Requirement: Restate word for word only the lines from the one with "Identify the location" through the end of the records; no pictures belong in the copy.

• • •

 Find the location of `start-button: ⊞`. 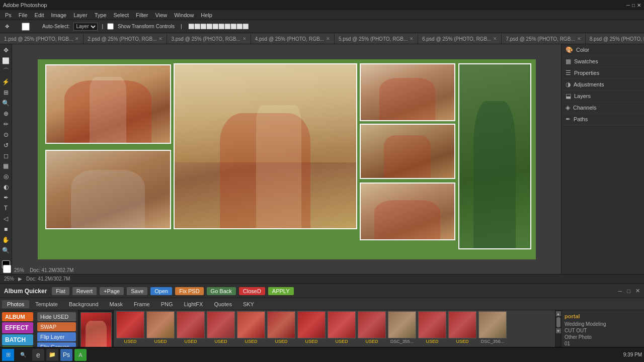

start-button: ⊞ is located at coordinates (8, 355).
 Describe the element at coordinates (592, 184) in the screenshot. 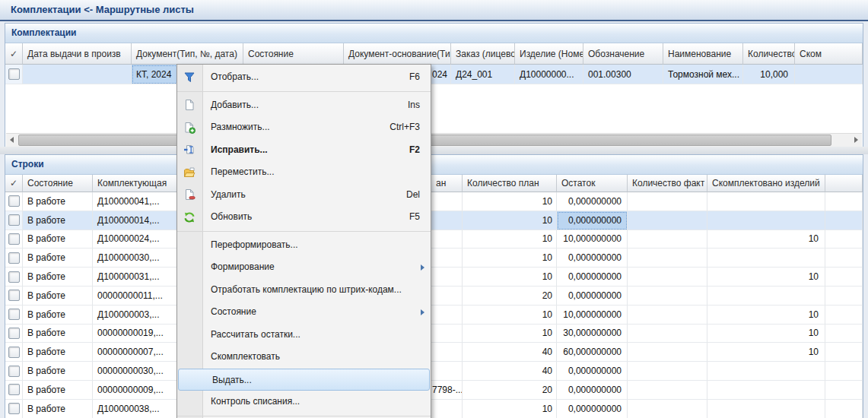

I see `column-header: Остаток` at that location.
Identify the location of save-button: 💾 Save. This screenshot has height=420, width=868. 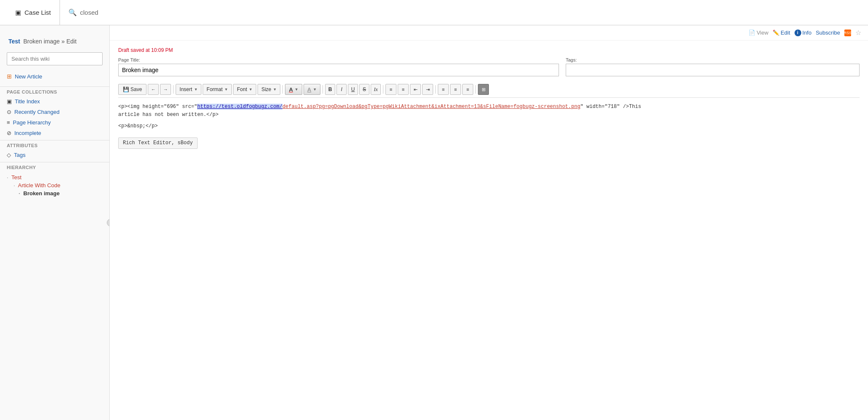
(133, 89).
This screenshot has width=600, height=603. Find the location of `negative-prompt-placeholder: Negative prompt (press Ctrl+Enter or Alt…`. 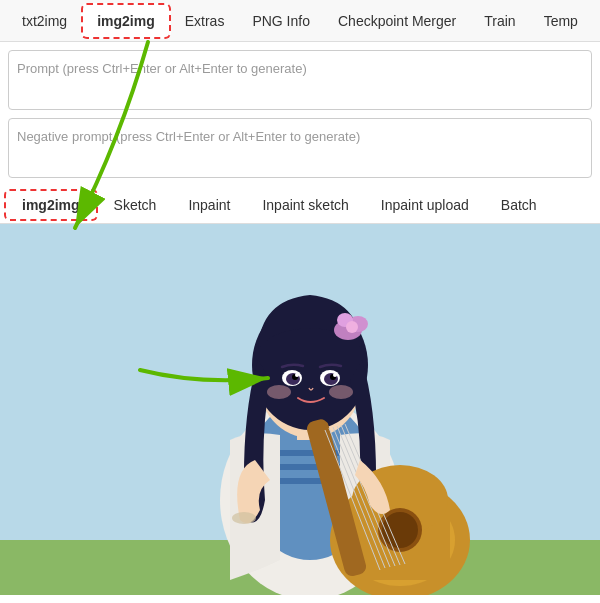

• • •

Completed exercise:
Identify the location of save-button: 💾 Save. This screenshot has height=420, width=868. 
(133, 89).
This screenshot has width=600, height=603. Find the location of `negative-prompt-placeholder: Negative prompt (press Ctrl+Enter or Alt…`. 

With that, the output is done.